A vote by a school board in Washington to pull the iconic novel “To Kill a Mockingbird” by Harper Lee from the required reading list for ninth-grade students over complaints it was racially insensitive has left social media users fuming.
Some netizens slammed the return of “book burnings”, while others wondered if the school board had even read the iconic “masterpiece” that was “very much about race”.
The Mukilteo School Board, outside Seattle, approved a resolution to remove the Pulitzer Prize winning 1960 novel from the reading curriculum on 24 January, with the move supported by District Superintendent Alison Brynelson, according to a school board agenda cited by the Herald.
The book remains on the district-approved novel list and is not banned from being taught.
During the public comment period of the meeting ahead of the vote, parents, students and teachers had overwhelmingly supported the decision, according to the outlet.
“It was clear from the comments received that there are many legitimate and thoughtful opinions about this novel and its place in school curriculum. The students who shared their experiences and thoughts with the board were especially compelling in their reasoning that there are other novels that can teach similar literary conventions and themes without causing further harm to students,” district spokesperson Diane Bradford was quoted by Fox News as saying.
Netizens went on Twitter to suggest that perhaps the school board had failed to read the book when voting on the issue.
The 1960 Harper Lee novel, set in rural Alabama during the 1930s - the time of the Great Depression - is written from the perspective of a young white girl. It narrates the story of a black man falsely accused of raping a white woman and highlights the racial segregation of the time.
The seminal book was translated into more than 40 languages won the Pulitzer Prize for fiction in 1961, was adapted into a movie in 1962 and was voted America’s best-loved novel by PBS viewers in 2018.
Brock Peters, who played the black defendant Tom Robinson in "To Kill a Mockingbird," is interviewed by the media before a memorial service for actor Gregory Peck Monday, June 16, 2003
© AP Photo / NICK UT
It is required reading in many schools across the US. However, in recent years, amid an explosion of woke activism and ‘cancel culture’, it has been in the crosshairs for its perceived antiquated portrayal of racial issues.
The decision comes in response to a formal request to the Mukilteo School Board to reconsider the district's curriculum made last year by Kamiak English teachers Riley Gaggero and Verena Kuzmany, as well as Mukilteo Virtual Academy English teacher Rachel Johnson.
The request said the novel was written by a white author and only “conveyed the point of view of White characters".
“Although it is set during the Civil Rights era and addresses racism, it portrays no strong Black characters and instead reifies a White saviour mentality," stated the three teachers, as they decried the racial epithets used in the novel.
Furthermore, the novel, which realistically uses the dialogue of that era, was denounced for its “excessive and harmful (48 times)” use of the N-word.
“The word is never addressed as negative... Our students have been at best confused and, at worst, shamed, insulted, and traumatised by this racial slur," the request said.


| TASK TO CARRY OUT |
Return exactly the lines from the one containing "Find flower bbox." through the last line of the records below, both included, and leave out any pictures.

| EXERCISE INPUTS |
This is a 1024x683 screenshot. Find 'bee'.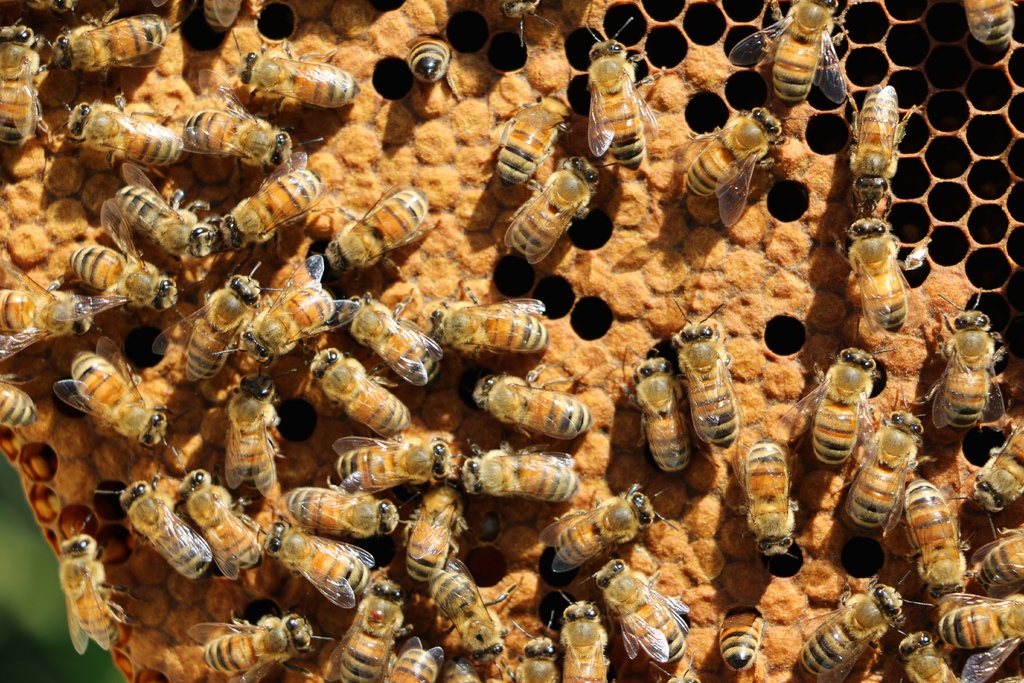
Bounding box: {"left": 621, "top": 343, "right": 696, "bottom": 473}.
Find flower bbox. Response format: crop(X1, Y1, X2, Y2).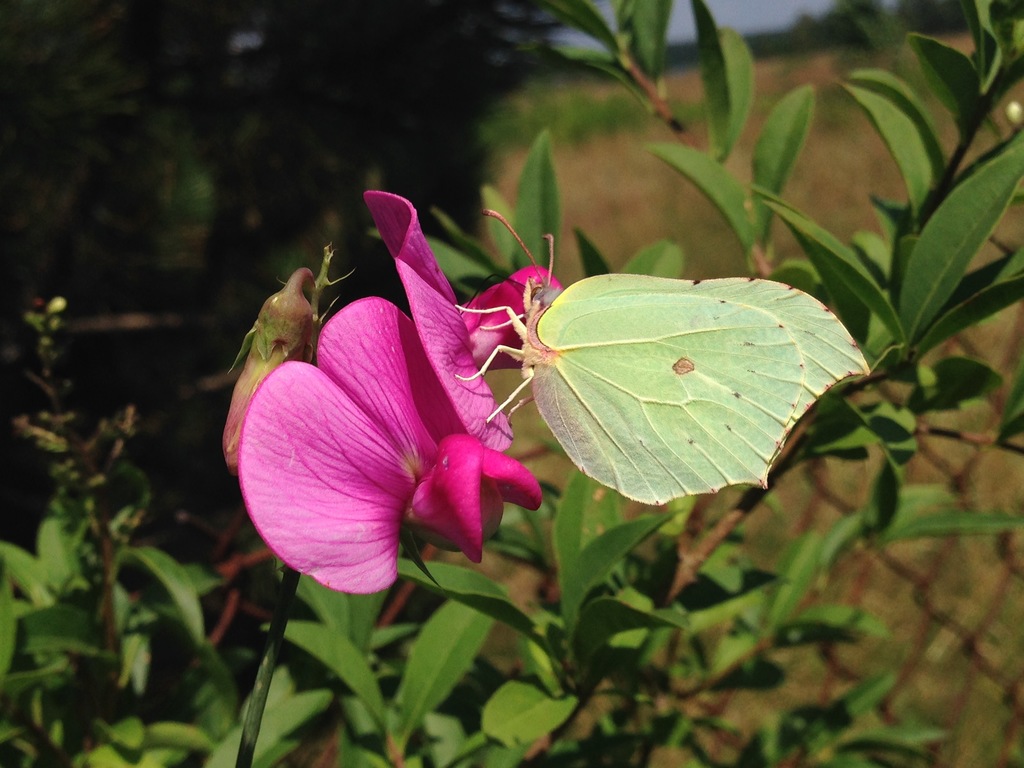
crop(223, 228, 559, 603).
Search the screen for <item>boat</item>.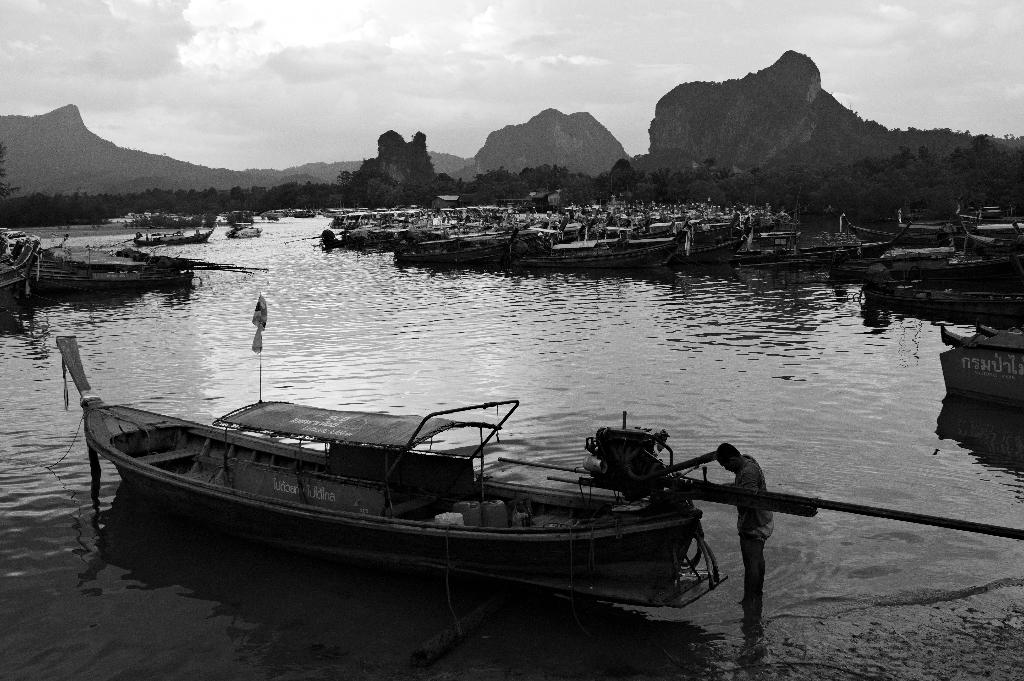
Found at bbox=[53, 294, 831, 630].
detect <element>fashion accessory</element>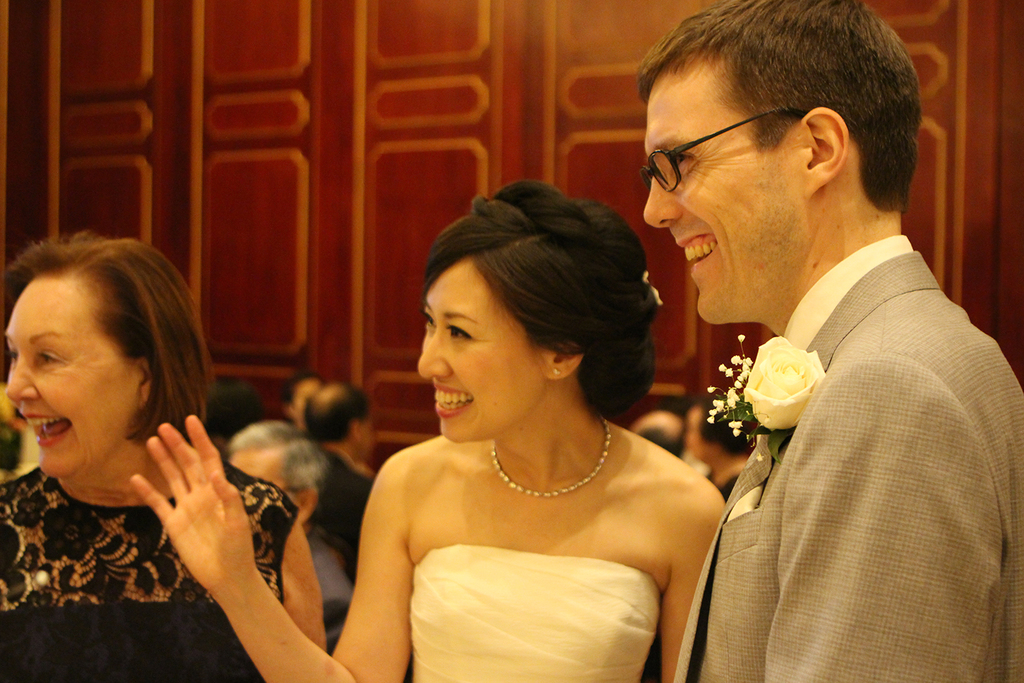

| ANSWER SECTION |
Find flower bbox. Response format: crop(X1, Y1, X2, Y2).
crop(223, 228, 559, 603).
Search the screen for <item>boat</item>.
Found at bbox=[53, 294, 831, 630].
detect <element>fashion accessory</element>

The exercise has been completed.